Edmund D. Cooke Jr., a partner in the D.C. law firm of Winston & Strawn, helped his close friend William L. Pollard last year acquire his $200,000-a-year job as president of the District’s only public institution of higher learning. Mr. Cooke also helped Ernest Jolly last year secure the school’s No. 2 job of executive vice president, which boasts a $131,080 annual salary.
Mr. Pollard last month hired Mr. Cooke’s wife, Wilhelmina M. Reuben-Cooke, to fill the school’s No. 3 job of provost and vice president of academic affairs, which offers a $137,000 salary. The D.C. Office of Campaign Finance is investigating whether Mr. Pollard violated ethics laws in hiring Mrs. Reuben-Cooke, who The Washington Times first reported July 11 apparently lacks the requisite education and experience for the post.
Mr. Cooke did not return repeated telephone calls seeking comment for this story.
Mr. Cooke, a University of Michigan Law School graduate and an Air Force captain during the Vietnam War, rose to prominence in the D.C. legal community as a specialist in labor and government relations after a four-year stint teaching law at Syracuse University that ended in 1992.
In 1995, he became a partner at Winston & Strawn, one of the oldest law firms in the United States, with headquarters in Chicago and offices located in major cities, including the District, New York, Los Angeles, San Francisco, Geneva, Paris and London.
Mr. Cooke’s status as a high-profile black labor lawyer was confirmed two years ago when the Coca-Cola Company named him to the task force overseeing the company’s compliance with a $192 million settlement of a class-action racial discrimination lawsuit brought by Coca-Cola employees.
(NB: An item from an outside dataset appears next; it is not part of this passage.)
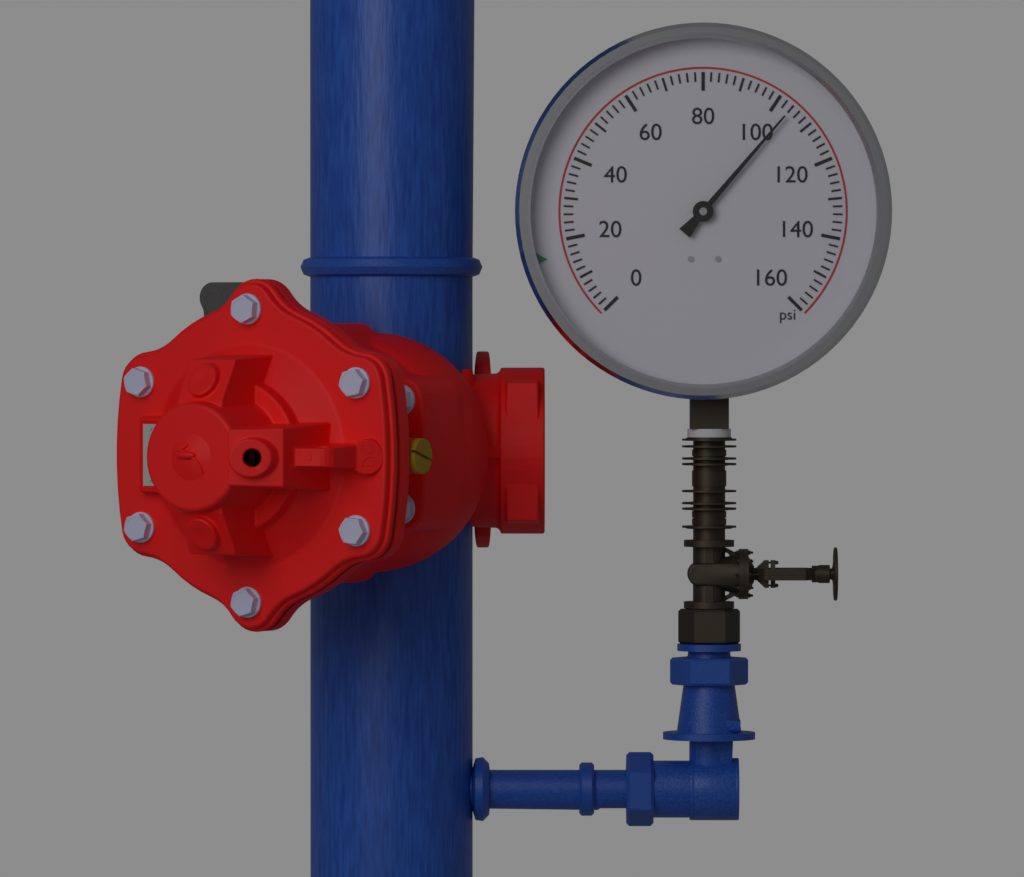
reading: 104 psi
But he achieved notable influence at the university through his work as president of the UDC Coalition, an incorporated organization he helped found in 1997 to promote the land-grant university and act as an independent advocate for UDC in its dealings with the D.C. Council and Congress.
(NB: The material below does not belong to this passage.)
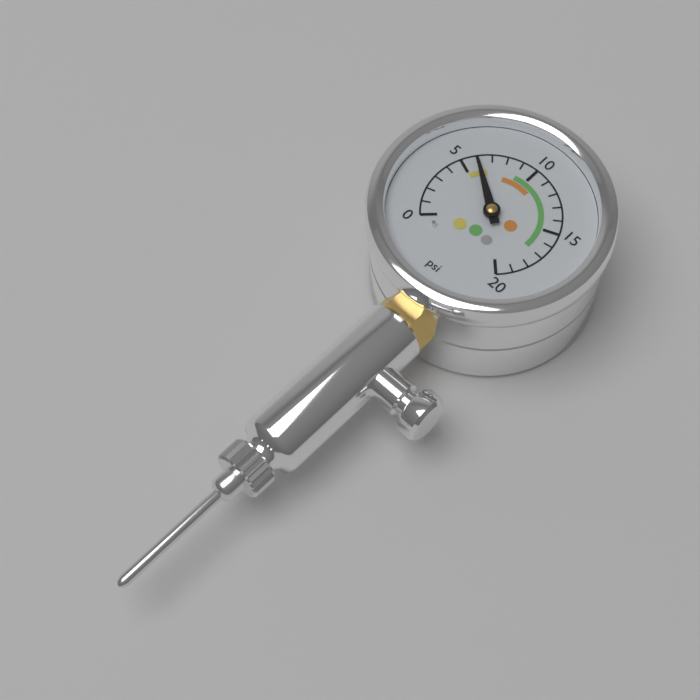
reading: 6 psi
His coalition work and close relationship with Reginald E. Gilliam Jr., the UDC board of trustees member who headed the search for the school president, added considerable weight to Mr. Cooke’s recommendation of Mr. Pollard for the school’s top job, according to UDC officials and coalition members familiar with the board’s hiring of Mr. Pollard.
Mr. Gilliam could not be reached for comment.
In a brief telephone interview with The Times last week, Mr. Cooke said he has known Mr. Jolly from working with him on the Executive Leadership Council and Foundation, a D.C.-based association of black senior executives of Fortune 500 companies. Mr. Jolly served as its board chairman and president between 1996 and 2001.
“I knew his skills, and I recommended him,” said Mr. Cooke, who declined further comment.
A university official familiar with Mr. Jolly’s hiring said Mr. Cooke promoted him as a “real bulldog” in business management who would run UDC’s day-to-day operations for Mr. Pollard in the newly created position of executive vice president.
Mr. Pollard, Mr. Jolly and Mrs. Reuben-Cooke did not return calls seeking comment.